Instructions to follow →
What is needed is a faithful copy of all the entries, with no pictures in it.

Screenshot grounding data
⁂
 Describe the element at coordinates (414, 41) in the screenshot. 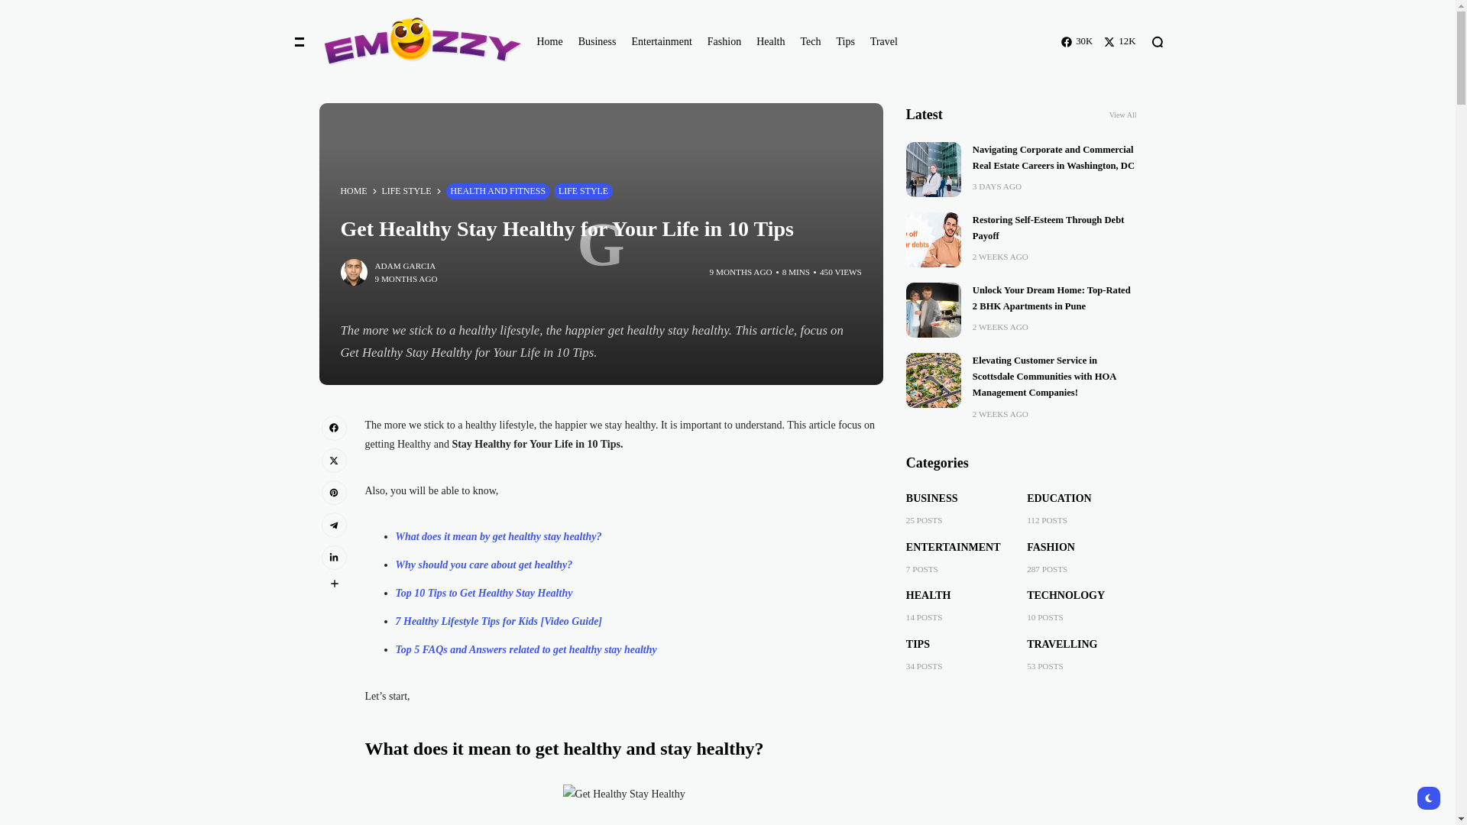

I see `Emozzy` at that location.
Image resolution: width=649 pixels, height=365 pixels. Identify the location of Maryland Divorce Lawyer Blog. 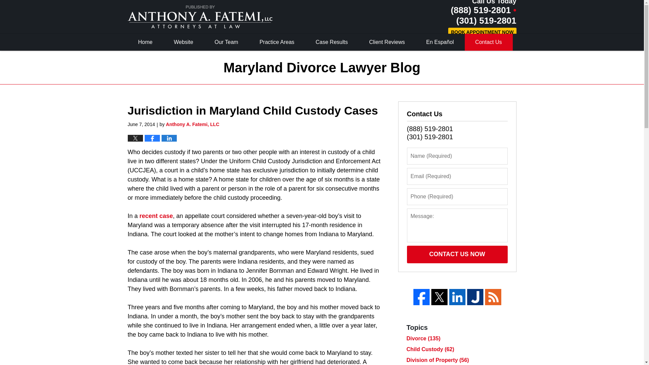
(200, 17).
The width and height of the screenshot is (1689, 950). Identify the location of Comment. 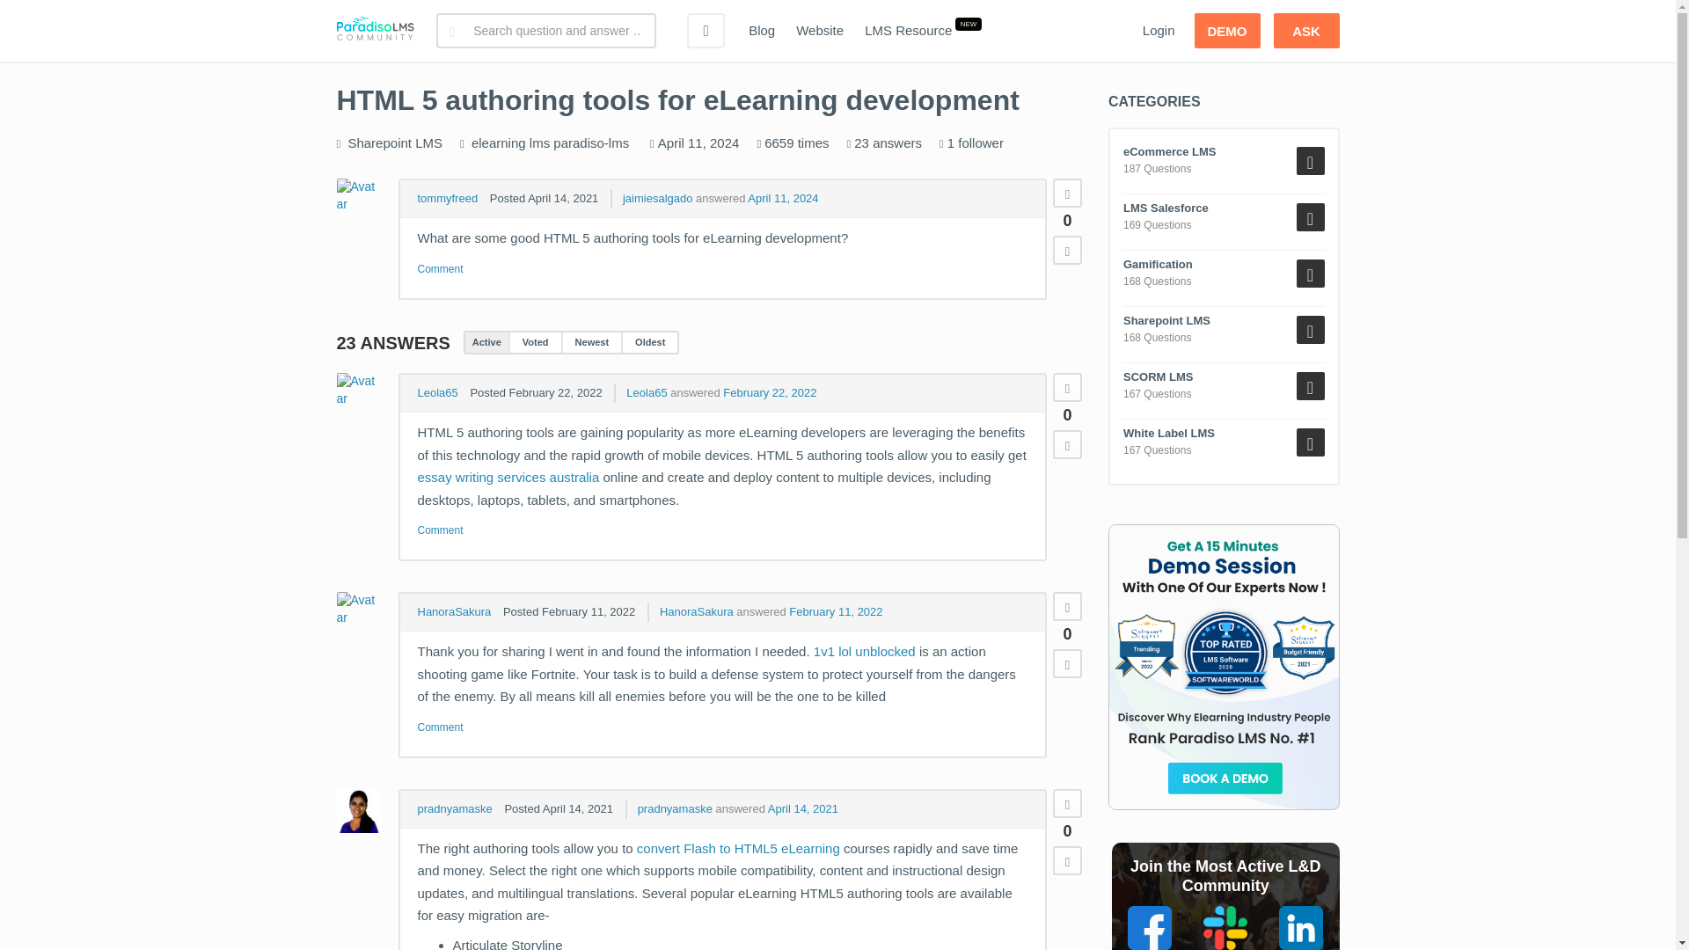
(440, 269).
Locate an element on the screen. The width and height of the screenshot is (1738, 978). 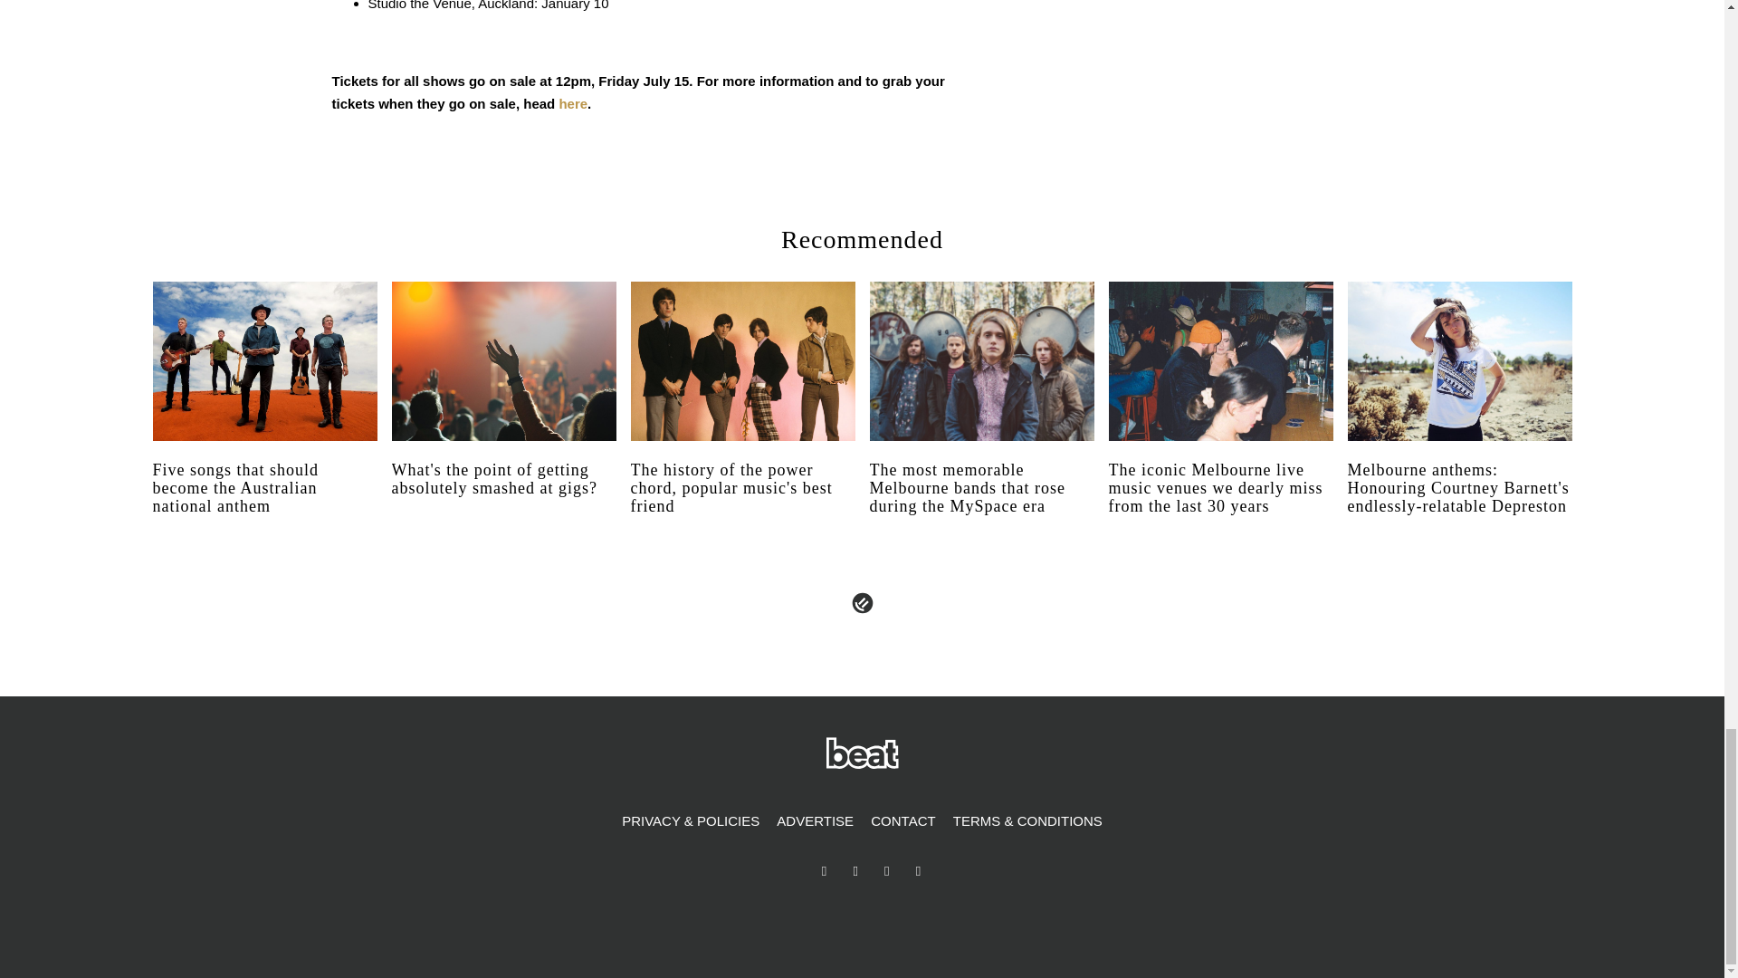
here is located at coordinates (572, 103).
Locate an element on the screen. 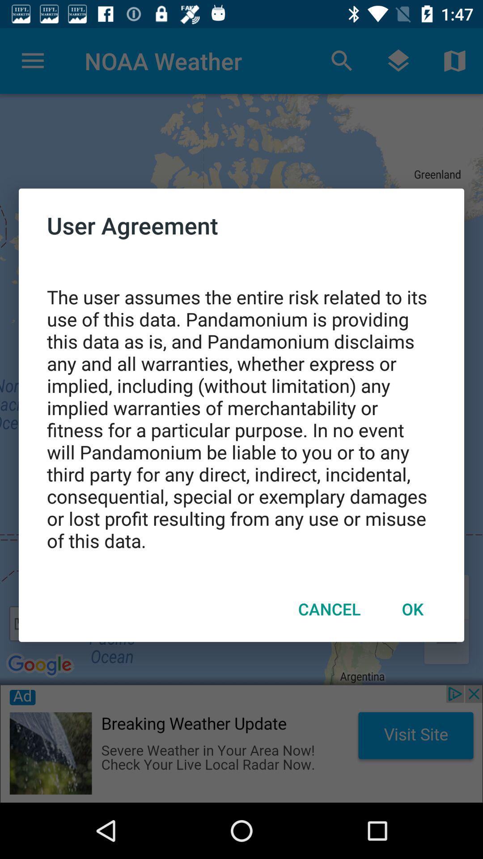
⁂
Solved exercise →
 Describe the element at coordinates (414, 41) in the screenshot. 

I see `Emozzy` at that location.
Image resolution: width=649 pixels, height=365 pixels. Identify the location of Maryland Divorce Lawyer Blog. 
(200, 17).
The width and height of the screenshot is (1689, 950). Identify the location of Comment. 
(440, 269).
Locate an element on the screen. The width and height of the screenshot is (1738, 978). 
here is located at coordinates (572, 103).
Locate an element on the screen. 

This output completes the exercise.